With CERN’s site straddling the FrancoSwiss frontier near Geneva, exporting particle beams is an everyday occurrence. Now a new proposal foresees CERN particles also being exported to Italy, for use in the Gran Sasso underground laboratory, 730 kilometres away.
This summer’s neutrino news underlined how little we really know about neutrinos. New data, notably from the SuperKamiokande detector, 1000 metres underground in a Japanese mine, show that the behaviour of neutrinos, the most inactive of known particles, is probably much more complex than originally supposed and poses many new physics questions.
Neutrinos come in three varieties electron, muon, or tau according to which kind of weakly interacting particle (lepton) they escort. The new results suggest that this lepton allegiance can be temporary, changing as the neutrinos fly through matter. Neutrinos could be Nature’s floating voters a neutrino which sets out preferring the company of muons could arrive favouring taus instead.
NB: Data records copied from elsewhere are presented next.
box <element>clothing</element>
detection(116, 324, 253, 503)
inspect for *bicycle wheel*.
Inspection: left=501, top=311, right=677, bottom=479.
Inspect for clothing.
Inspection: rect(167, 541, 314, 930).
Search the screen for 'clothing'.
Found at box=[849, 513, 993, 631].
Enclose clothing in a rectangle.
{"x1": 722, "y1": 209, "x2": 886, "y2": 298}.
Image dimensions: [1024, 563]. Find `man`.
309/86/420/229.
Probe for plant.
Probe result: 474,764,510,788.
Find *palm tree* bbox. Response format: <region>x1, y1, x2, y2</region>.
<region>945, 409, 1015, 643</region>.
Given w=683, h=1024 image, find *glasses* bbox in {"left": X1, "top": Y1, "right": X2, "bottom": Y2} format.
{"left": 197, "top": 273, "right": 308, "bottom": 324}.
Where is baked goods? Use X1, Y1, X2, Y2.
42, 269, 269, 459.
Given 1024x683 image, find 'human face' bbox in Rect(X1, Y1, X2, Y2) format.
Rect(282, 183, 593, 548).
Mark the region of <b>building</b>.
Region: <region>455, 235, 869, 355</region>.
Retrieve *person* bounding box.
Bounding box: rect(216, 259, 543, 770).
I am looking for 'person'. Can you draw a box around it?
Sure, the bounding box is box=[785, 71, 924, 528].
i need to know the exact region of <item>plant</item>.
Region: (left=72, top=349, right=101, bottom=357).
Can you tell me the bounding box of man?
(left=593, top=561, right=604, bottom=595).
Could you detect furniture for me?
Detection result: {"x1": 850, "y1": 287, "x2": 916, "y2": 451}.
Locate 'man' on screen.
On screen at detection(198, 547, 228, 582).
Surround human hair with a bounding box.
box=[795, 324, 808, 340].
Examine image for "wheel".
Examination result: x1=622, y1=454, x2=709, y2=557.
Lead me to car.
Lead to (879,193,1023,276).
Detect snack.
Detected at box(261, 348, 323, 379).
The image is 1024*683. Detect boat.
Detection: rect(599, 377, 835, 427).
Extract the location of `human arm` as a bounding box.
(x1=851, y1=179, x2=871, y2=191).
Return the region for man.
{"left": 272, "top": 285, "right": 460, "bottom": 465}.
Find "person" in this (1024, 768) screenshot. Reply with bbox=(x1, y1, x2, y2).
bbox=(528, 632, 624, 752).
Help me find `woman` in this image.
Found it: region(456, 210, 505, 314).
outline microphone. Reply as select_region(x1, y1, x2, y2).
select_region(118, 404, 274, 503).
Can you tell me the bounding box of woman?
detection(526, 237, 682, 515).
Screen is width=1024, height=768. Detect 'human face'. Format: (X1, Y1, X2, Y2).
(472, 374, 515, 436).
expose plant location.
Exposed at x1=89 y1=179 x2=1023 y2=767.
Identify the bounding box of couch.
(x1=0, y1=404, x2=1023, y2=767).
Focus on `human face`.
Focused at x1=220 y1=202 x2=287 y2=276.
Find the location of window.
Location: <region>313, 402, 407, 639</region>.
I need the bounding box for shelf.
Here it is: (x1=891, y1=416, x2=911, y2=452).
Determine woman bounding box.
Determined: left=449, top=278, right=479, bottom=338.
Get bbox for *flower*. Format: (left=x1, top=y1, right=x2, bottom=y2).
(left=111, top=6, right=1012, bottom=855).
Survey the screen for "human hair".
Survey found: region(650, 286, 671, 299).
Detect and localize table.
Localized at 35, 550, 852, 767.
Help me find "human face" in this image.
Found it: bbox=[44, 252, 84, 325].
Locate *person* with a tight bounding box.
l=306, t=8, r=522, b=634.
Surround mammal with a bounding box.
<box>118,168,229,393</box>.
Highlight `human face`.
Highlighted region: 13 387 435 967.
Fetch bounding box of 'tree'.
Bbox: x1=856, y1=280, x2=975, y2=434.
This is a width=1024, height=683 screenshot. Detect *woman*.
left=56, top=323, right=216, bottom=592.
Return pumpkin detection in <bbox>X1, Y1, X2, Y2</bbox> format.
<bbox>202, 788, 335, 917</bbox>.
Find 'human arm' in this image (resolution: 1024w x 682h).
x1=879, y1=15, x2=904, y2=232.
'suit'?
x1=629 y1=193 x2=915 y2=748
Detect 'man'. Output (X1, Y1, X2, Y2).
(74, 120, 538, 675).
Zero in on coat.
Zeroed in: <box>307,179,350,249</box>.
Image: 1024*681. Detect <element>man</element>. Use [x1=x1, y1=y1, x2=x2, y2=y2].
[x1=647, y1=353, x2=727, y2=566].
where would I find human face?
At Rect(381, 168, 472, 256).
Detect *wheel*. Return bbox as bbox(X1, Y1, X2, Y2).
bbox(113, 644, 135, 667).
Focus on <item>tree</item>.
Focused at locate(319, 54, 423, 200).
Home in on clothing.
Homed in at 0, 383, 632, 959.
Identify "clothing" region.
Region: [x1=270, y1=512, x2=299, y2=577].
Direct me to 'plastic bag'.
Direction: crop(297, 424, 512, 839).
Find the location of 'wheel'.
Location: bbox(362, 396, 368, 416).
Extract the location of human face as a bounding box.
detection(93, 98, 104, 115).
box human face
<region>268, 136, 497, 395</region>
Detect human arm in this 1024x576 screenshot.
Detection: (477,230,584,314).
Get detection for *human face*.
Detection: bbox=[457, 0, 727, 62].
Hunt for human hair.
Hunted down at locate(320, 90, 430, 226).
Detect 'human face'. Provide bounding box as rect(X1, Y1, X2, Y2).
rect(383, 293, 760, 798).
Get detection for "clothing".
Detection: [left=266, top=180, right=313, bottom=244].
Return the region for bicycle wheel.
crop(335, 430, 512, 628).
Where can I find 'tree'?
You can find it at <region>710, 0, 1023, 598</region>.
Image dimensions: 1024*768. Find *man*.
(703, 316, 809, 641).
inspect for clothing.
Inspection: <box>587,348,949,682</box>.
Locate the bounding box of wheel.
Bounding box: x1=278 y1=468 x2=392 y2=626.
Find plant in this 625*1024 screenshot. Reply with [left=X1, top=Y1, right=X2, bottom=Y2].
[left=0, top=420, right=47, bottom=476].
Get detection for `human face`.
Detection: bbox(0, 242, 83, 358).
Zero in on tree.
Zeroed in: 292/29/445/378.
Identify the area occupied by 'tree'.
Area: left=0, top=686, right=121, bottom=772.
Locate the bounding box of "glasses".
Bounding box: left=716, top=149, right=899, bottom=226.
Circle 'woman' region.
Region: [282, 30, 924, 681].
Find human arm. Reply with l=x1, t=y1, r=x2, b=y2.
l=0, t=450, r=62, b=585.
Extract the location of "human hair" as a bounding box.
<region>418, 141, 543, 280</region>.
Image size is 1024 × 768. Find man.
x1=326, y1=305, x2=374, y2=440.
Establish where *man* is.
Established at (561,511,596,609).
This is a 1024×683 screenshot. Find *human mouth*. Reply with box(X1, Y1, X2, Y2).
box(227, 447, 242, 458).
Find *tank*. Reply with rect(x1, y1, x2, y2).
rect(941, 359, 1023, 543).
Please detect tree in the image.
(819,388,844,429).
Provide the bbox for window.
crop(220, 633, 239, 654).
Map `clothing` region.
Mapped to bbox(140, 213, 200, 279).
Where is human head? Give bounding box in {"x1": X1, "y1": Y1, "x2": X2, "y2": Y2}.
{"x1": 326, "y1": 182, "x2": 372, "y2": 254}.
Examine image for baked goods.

Some of the neutrinos picked up by SuperKamiokande and other underground detectors derive from cosmic rays crashing into the Earth’s atmosphere. These collisions produce unstable particles such as pions and kaons, which subsequently decay, and whose decay products can in turn decay, producing neutrinos. At face value, there should be twice as many muon-type neutrinos as electron-type. However, for some time, such underground detectors have been seeing fewer muonic neutrinos than expected.